[27] Titania

  A Midsummer Night’s Dream 2:1
  At the Festival
  The Artist: Stanley J. Watts
Artist: Stanley J. Watts – Photograph by Sally McDonald – Voice by Dan Frezza

1 Titania – From the Script
Set your heart at rest: 
The fairy land buys not the child of me. 
His mother was a votaress of my order: 
And, in the spiced Indian air, by night, 
Full often hath she gossip’d by my side, 
And sat with me on Neptune’s yellow sands, 
Marking the embarked traders on the flood, 
When we have laugh’d to see the sails conceive 
And grow big-bellied with the wanton wind; 
Which she, with pretty and with swimming gait 
Following,—her womb then rich with my young squire,— 
Would imitate, and sail upon the land, 
To fetch me trifles, and return again, 
As from a voyage, rich with merchandise.

A Midsummer Night’s Dream, 2:1

2 Titania – At the Festival 
Though most parents are loath to admit to having a favorite child, Utah Shakespeare Festival co-founder Fred Adams was not shy about admitting that  A Midsummer Night’s Dream was his favorite play.  It perhaps demonstrates Mr. Adam’s great patience and restraint that he waited until the Festival’s third season to mount its first production of Midsummer, which he directed.  Through 2005 it was produced seven more times, with various guest directors. Though he retired from his position as the Festival’s Executive Producer six years earlier, Mr. Adams  returned to direct A Midsummer Night’s Dream one last time in 2011. This romantic comedy remains one of the Festival’s most produced and most popular of Shakespeare’s plays.

3 Titania – Artist: Stanley J. Watts
After studying fine arts at Utah State University, Stanley J. Watts continued his training with Salt Lake City sculptor, Dr. Avard Fairbanks.   Now a noted sculptor in his own right, Watts is best known for his bronze sculptures celebrating famous figures in American history including one of George Washington located near the revolutionary encampment at Valley Forge and one of Abraham Lincoln near the Civil War battlefield in Gettysburg, Pennsylvania. This sculpture of Titania, was created based on an original concept outlined by A. Clayton Robbins

If you would like to see another magical sculpture from A Midsummer Night’s Dream, a portrait of Bottom the Weaver transformed into a donkey can be found in the Pedersen Shakespeare Gallery just a short walk to the east, adjacent to the Balcony Bards Seminar Grove.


Going through the entries below, tally the lines that hold the word "Agreements" and state the result alone.
[Start of Attachment]
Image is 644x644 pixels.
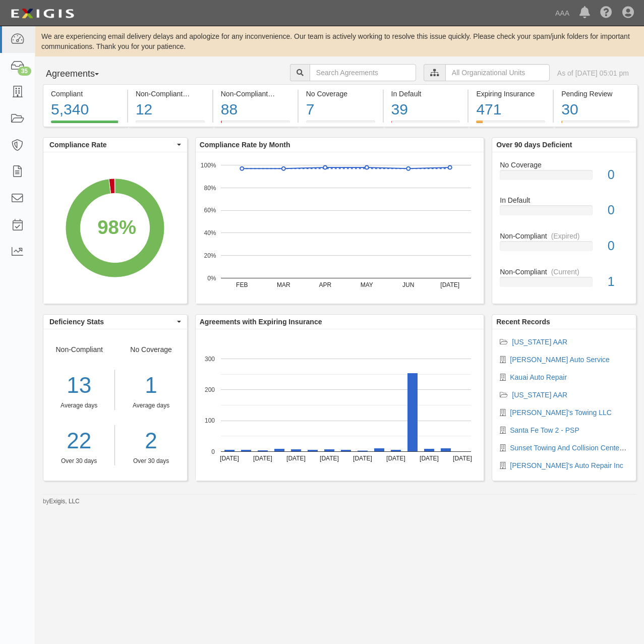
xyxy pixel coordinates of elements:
a: Sunset Towing And Collision Center LLC [510,443,636,452]
b: Over 90 days Deficient [496,141,572,148]
a: Exigis, LLC [49,498,80,504]
a: In Default0 [499,195,628,231]
div: No Coverage [492,160,635,170]
div: Over 30 days [44,457,114,465]
a: Non-Compliant(Expired)88 [213,121,298,128]
text: 300 [205,355,215,361]
a: In Default39 [383,121,468,128]
a: Kauai Auto Repair [510,373,566,381]
text: [DATE] [253,455,272,461]
input: Search Agreements [309,64,416,81]
a: 22 [44,425,114,457]
a: Non-Compliant(Current)12 [128,121,212,128]
div: (Current) [551,266,579,277]
div: 13 [44,369,114,401]
button: Deficiency Stats [44,315,187,328]
div: 35 [18,67,31,75]
i: Help Center - Complianz [599,7,612,19]
text: 0% [207,274,216,282]
div: Non-Compliant [44,344,115,465]
div: No Coverage [115,344,186,465]
span: Deficiency Stats [49,317,174,326]
a: [PERSON_NAME]'s Auto Repair Inc [510,461,622,469]
button: Agreements [43,64,118,84]
div: 7 [306,99,375,121]
text: [DATE] [453,455,472,461]
svg: A chart. [196,152,483,303]
a: Santa Fe Tow 2 - PSP [510,426,578,434]
div: 1 [599,273,635,291]
text: MAY [360,282,373,288]
div: Non-Compliant (Expired) [221,88,290,99]
text: [DATE] [320,455,339,461]
text: 20% [204,252,216,259]
div: As of [DATE] 05:01 pm [556,68,629,78]
b: Compliance Rate by Month [200,141,290,148]
a: Compliant5,340 [43,121,127,128]
div: Expiring Insurance [476,88,545,99]
text: 100 [205,417,215,424]
text: [DATE] [439,282,459,288]
text: 40% [204,229,216,236]
div: We are experiencing email delivery delays and apologize for any inconvenience. Our team is active... [35,31,644,51]
input: All Organizational Units [445,64,549,81]
div: Over 30 days [123,457,179,465]
a: Non-Compliant(Current)1 [499,266,628,295]
text: [DATE] [386,455,405,461]
a: Non-Compliant(Expired)0 [499,231,628,266]
div: No Coverage [306,88,375,99]
a: No Coverage7 [299,121,382,128]
a: [PERSON_NAME]'s Towing LLC [510,408,612,417]
div: 0 [599,201,635,219]
div: Compliant [51,88,120,99]
b: Recent Records [496,318,550,325]
div: 471 [476,99,545,121]
text: APR [319,282,331,288]
div: 12 [136,99,205,121]
a: No Coverage0 [499,160,628,196]
div: Average days [123,401,179,410]
a: Pending Review30 [554,121,637,128]
div: 98% [97,213,136,241]
div: Pending Review [561,88,630,99]
div: Average days [44,401,114,410]
text: 80% [204,184,216,191]
img: logo-5460c22ac91f19d4615b14bd174203de0afe785f0fc80cf4dbbc73dc1793850b.png [8,5,77,23]
div: 39 [391,99,460,121]
text: 200 [205,386,215,393]
div: 30 [561,99,630,121]
a: [PERSON_NAME] Auto Service [510,355,610,363]
div: Non-Compliant [492,266,635,277]
div: 1 [123,369,179,401]
text: [DATE] [420,455,439,461]
div: (Expired) [551,231,579,241]
div: 0 [599,166,635,184]
a: Expiring Insurance471 [468,121,553,128]
svg: A chart. [196,329,483,480]
a: [US_STATE] AAR [512,338,567,345]
div: 5,340 [51,99,120,121]
div: In Default [492,195,635,205]
text: FEB [236,282,247,288]
span: Compliance Rate [49,140,174,149]
a: AAA [550,3,574,23]
a: [US_STATE] AAR [512,391,567,399]
div: (Current) [186,88,215,99]
small: by [43,497,80,505]
div: 88 [221,99,290,121]
b: Agreements with Expiring Insurance [200,318,322,325]
a: 2 [123,425,179,457]
text: MAR [277,282,290,288]
div: 0 [599,237,635,255]
button: Compliance Rate [44,138,187,151]
text: 100% [201,162,216,168]
svg: A chart. [44,152,186,303]
text: 60% [204,206,216,214]
div: Non-Compliant [492,231,635,241]
text: [DATE] [353,455,372,461]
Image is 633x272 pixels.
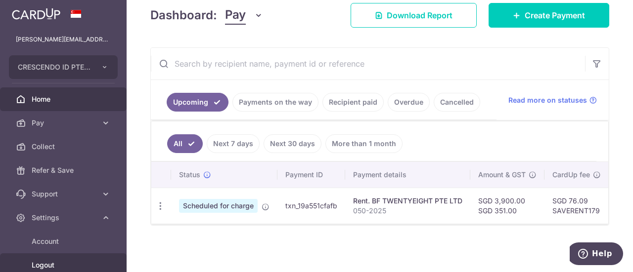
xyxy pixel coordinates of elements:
th: Payment ID [277,162,345,188]
a: Read more on statuses [508,95,597,105]
a: All [167,134,203,153]
span: Collect [32,142,97,152]
p: [PERSON_NAME][EMAIL_ADDRESS][DOMAIN_NAME] [16,35,111,44]
th: Payment details [345,162,470,188]
iframe: Opens a widget where you can find more information [569,243,623,267]
a: Next 30 days [263,134,321,153]
span: Download Report [387,9,452,21]
img: CardUp [12,8,60,20]
a: Next 7 days [207,134,260,153]
span: Read more on statuses [508,95,587,105]
span: Refer & Save [32,166,97,175]
td: txn_19a551cfafb [277,188,345,224]
span: Amount & GST [478,170,525,180]
button: CRESCENDO ID PTE. LTD. [9,55,118,79]
span: Pay [225,6,246,25]
input: Search by recipient name, payment id or reference [151,48,585,80]
span: Support [32,189,97,199]
a: Create Payment [488,3,609,28]
a: Cancelled [434,93,480,112]
td: SGD 76.09 SAVERENT179 [544,188,608,224]
a: Download Report [350,3,477,28]
a: Payments on the way [232,93,318,112]
a: Upcoming [167,93,228,112]
a: Recipient paid [322,93,384,112]
span: Logout [32,260,97,270]
a: Overdue [388,93,430,112]
p: 050-2025 [353,206,462,216]
span: CardUp fee [552,170,590,180]
span: Settings [32,213,97,223]
button: Pay [225,6,263,25]
span: CRESCENDO ID PTE. LTD. [18,62,91,72]
div: Rent. BF TWENTYEIGHT PTE LTD [353,196,462,206]
td: SGD 3,900.00 SGD 351.00 [470,188,544,224]
a: More than 1 month [325,134,402,153]
span: Status [179,170,200,180]
span: Home [32,94,97,104]
span: Pay [32,118,97,128]
h4: Dashboard: [150,6,217,24]
span: Create Payment [524,9,585,21]
span: Account [32,237,97,247]
span: Scheduled for charge [179,199,258,213]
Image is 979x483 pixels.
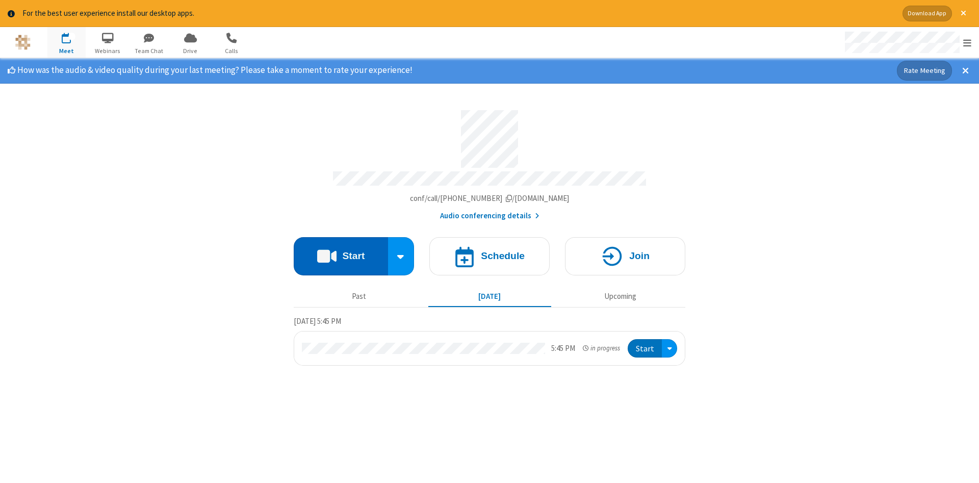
[End of Attachment]
- [SOLUTION]: 3